### What to produce:
Exactly transcribe the span of lines from the one containing "Describe the element at coordinates (91, 132)" through the final line of the entries, inclusive, and nothing outside it. Exclude the pictures.

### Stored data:
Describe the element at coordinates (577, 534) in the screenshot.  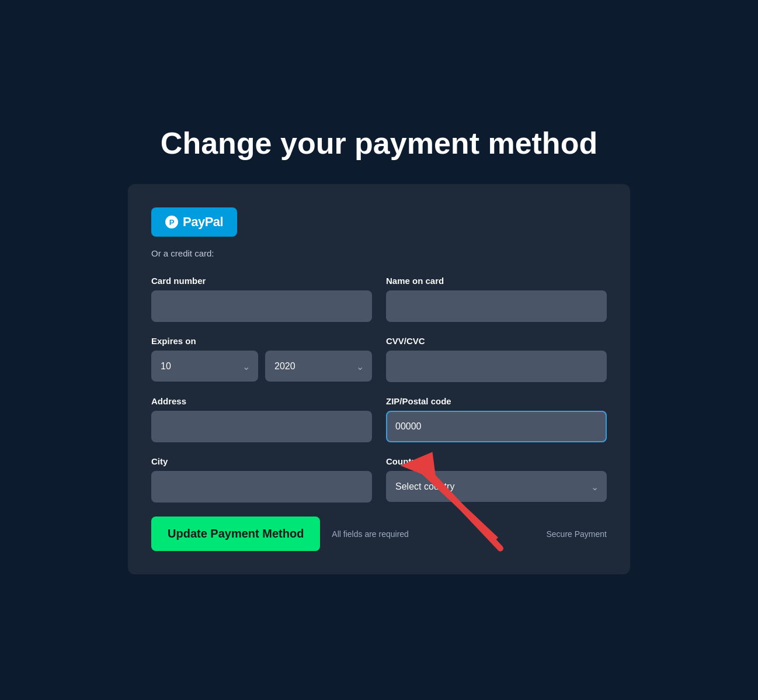
I see `secure-payment-text: Secure Payment` at that location.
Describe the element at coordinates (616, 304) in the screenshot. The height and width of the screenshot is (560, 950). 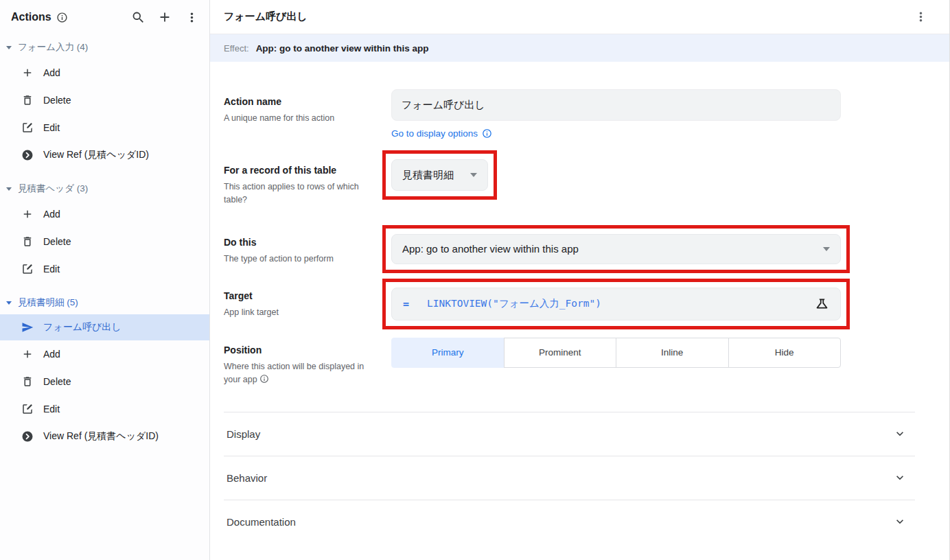
I see `target-formula-field: = LINKTOVIEW("フォーム入力_Form")` at that location.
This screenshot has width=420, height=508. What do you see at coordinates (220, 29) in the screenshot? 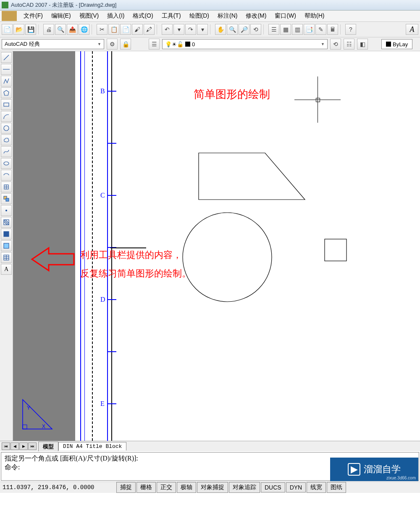
I see `pan-icon: ✋` at bounding box center [220, 29].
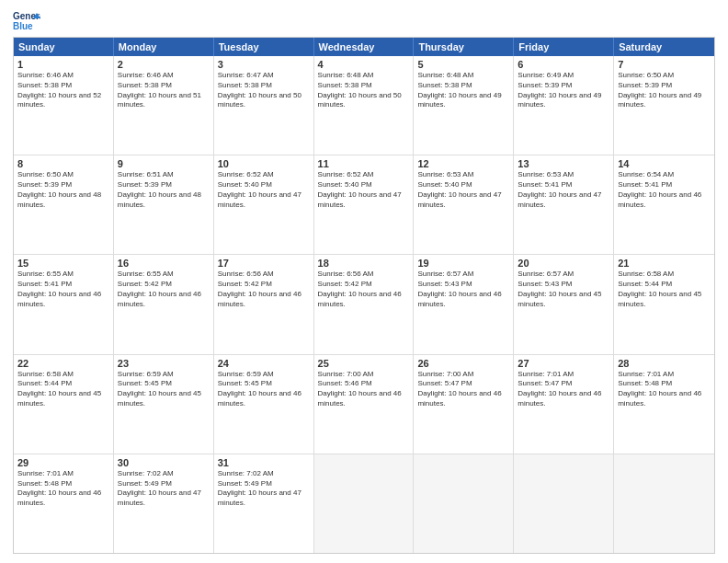  Describe the element at coordinates (164, 263) in the screenshot. I see `day-number: 16` at that location.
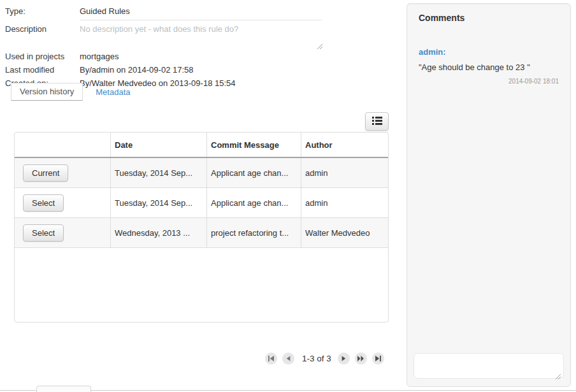 The height and width of the screenshot is (392, 576). What do you see at coordinates (201, 145) in the screenshot?
I see `table-header-row: Date Commit Message Author` at bounding box center [201, 145].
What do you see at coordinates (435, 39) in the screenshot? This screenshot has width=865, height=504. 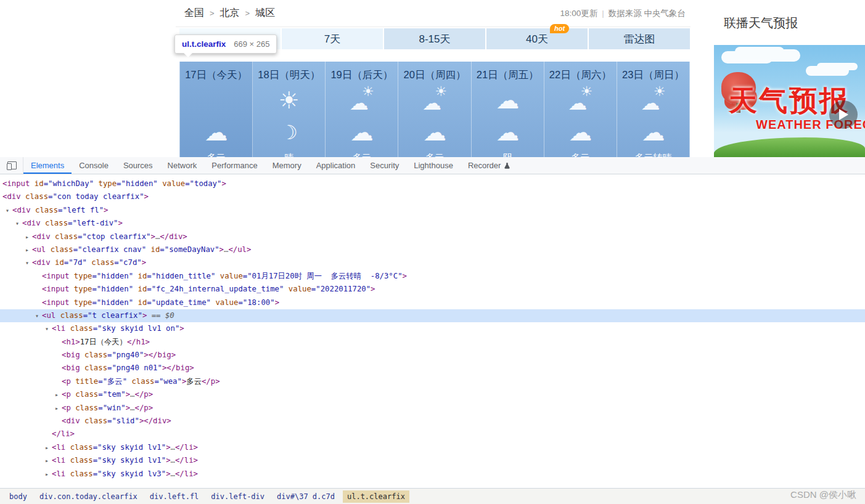 I see `weather-tab: 8-15天` at bounding box center [435, 39].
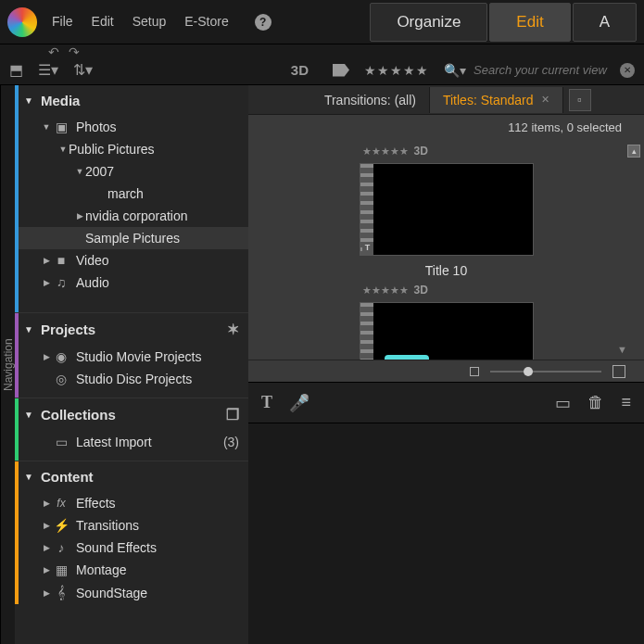  Describe the element at coordinates (61, 525) in the screenshot. I see `bolt-icon: ⚡` at that location.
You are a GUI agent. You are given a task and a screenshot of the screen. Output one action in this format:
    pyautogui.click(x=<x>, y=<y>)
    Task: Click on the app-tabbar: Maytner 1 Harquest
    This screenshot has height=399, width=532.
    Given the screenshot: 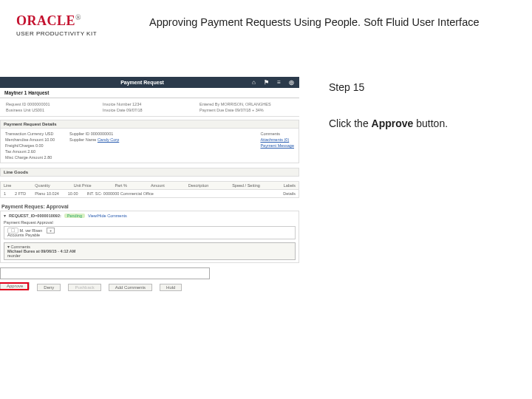 What is the action you would take?
    pyautogui.click(x=149, y=93)
    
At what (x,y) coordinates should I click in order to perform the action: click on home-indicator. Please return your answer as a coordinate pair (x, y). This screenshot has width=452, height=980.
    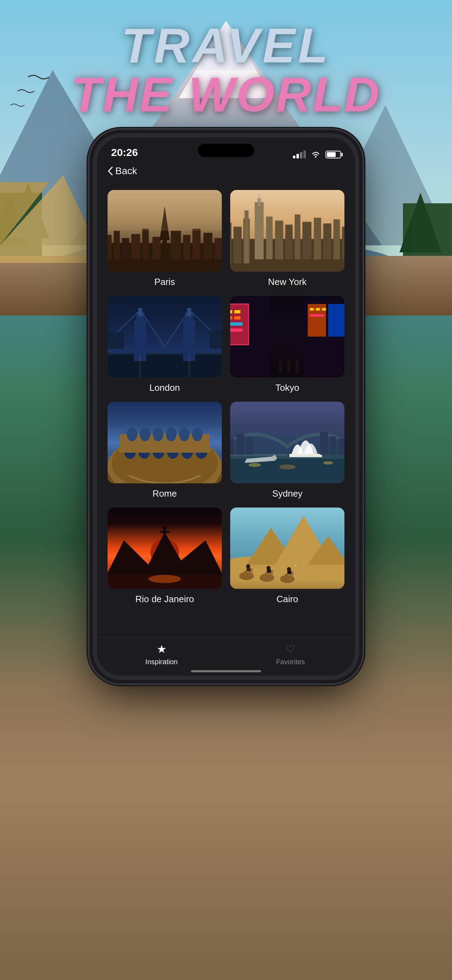
    Looking at the image, I should click on (226, 671).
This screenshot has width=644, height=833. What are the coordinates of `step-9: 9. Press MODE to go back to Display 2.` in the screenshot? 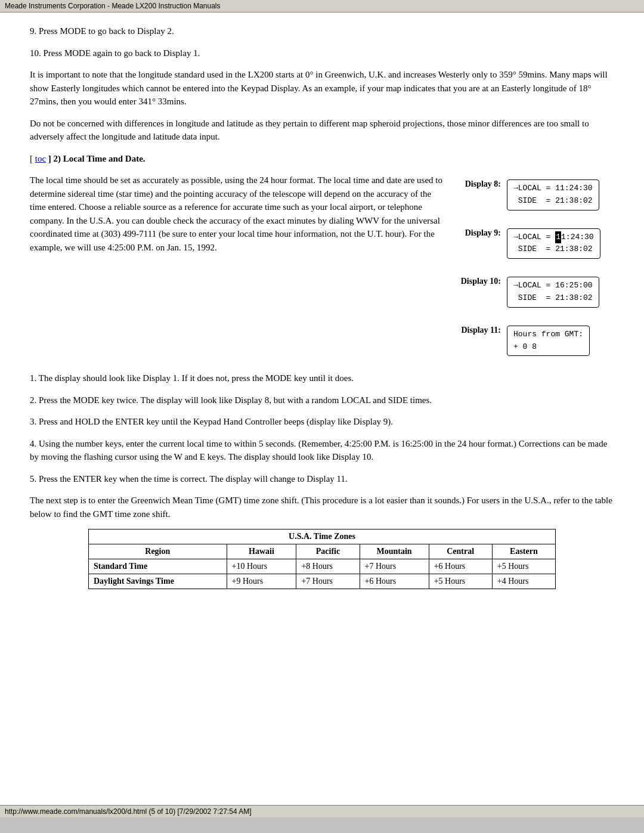 It's located at (322, 31).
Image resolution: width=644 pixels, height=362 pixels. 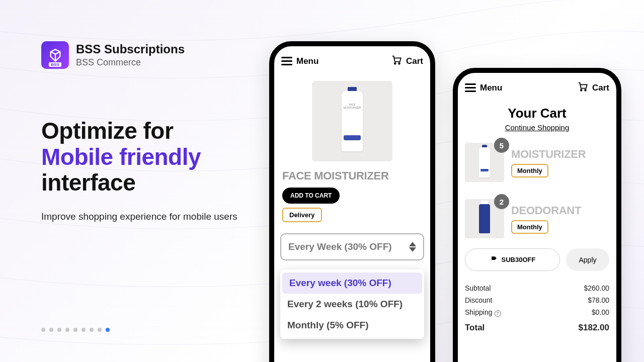 What do you see at coordinates (512, 259) in the screenshot?
I see `promo-code-input: SUB30OFF` at bounding box center [512, 259].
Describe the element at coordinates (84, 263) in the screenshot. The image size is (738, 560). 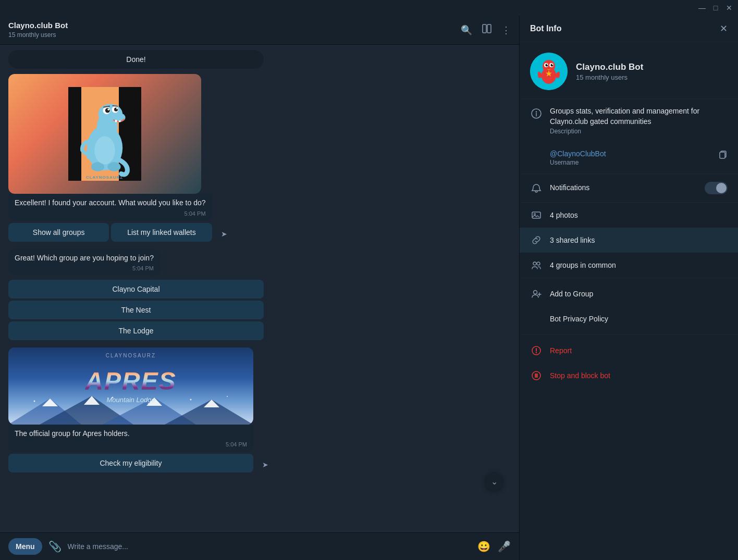
I see `group-choice-bubble: Great! Which group are you hoping to joi…` at that location.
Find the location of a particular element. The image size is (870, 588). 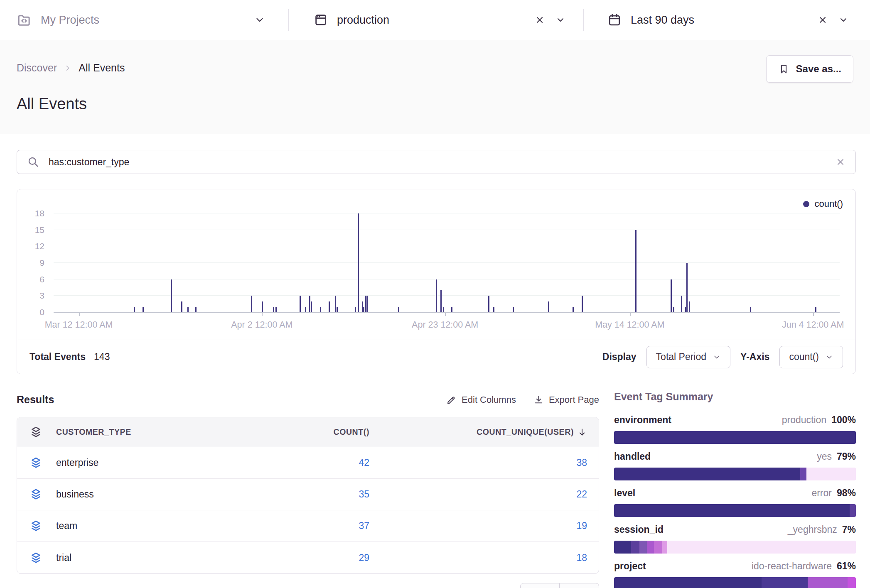

date-range-selector: Last 90 days is located at coordinates (733, 20).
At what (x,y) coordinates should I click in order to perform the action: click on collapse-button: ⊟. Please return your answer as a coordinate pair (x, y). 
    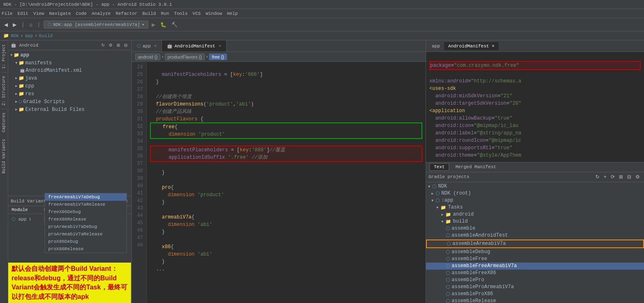
    Looking at the image, I should click on (126, 45).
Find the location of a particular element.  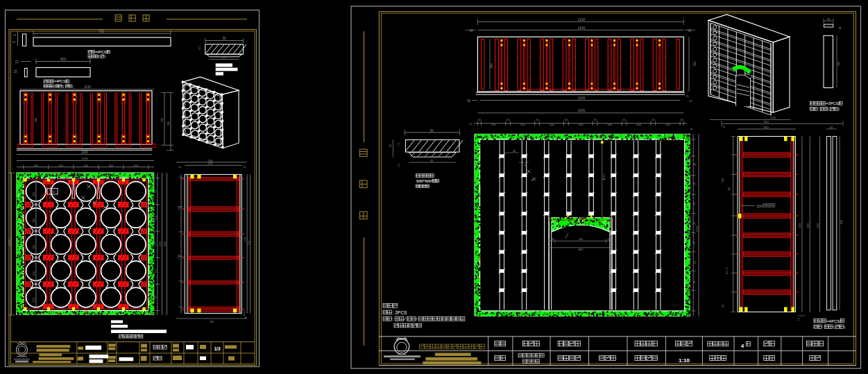

svg-text: 862 is located at coordinates (580, 250).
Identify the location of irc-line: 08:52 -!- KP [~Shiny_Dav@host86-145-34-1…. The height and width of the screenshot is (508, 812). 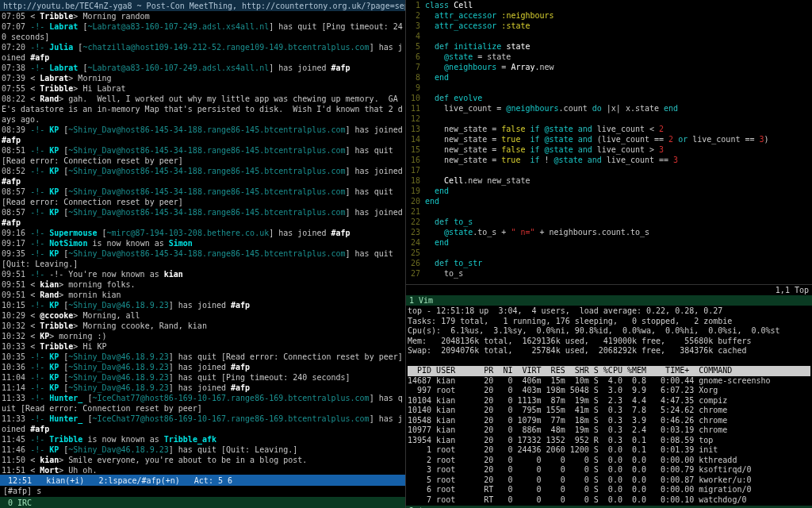
(203, 176).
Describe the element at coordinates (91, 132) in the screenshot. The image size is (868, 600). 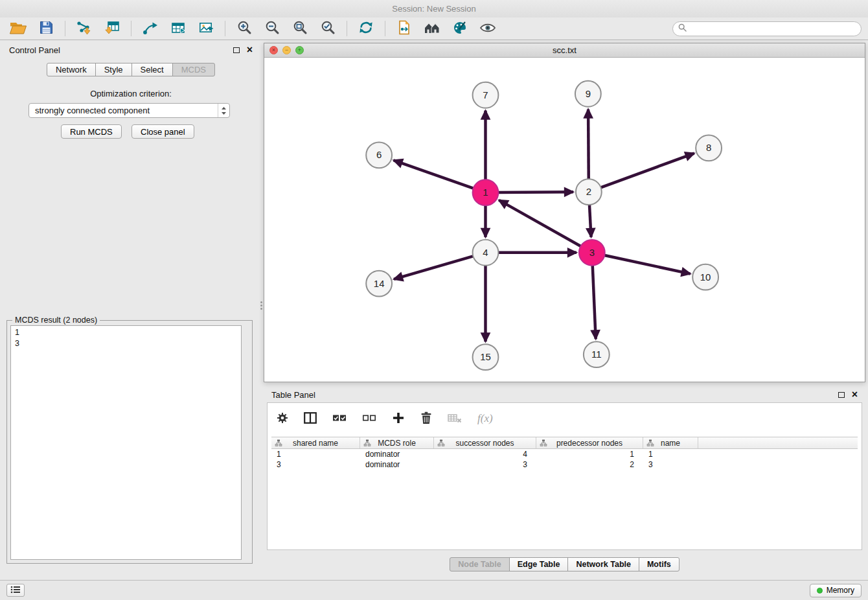
I see `run-mcds-button: Run MCDS` at that location.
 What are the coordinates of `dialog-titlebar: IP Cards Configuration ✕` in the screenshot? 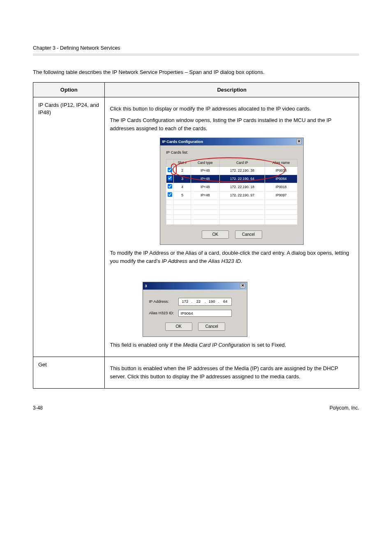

### Exercise response:
Describe the element at coordinates (91, 132) in the screenshot. The image size is (868, 600). 
I see `run-mcds-button: Run MCDS` at that location.
 What are the coordinates of `dialog-titlebar: IP Cards Configuration ✕` in the screenshot? 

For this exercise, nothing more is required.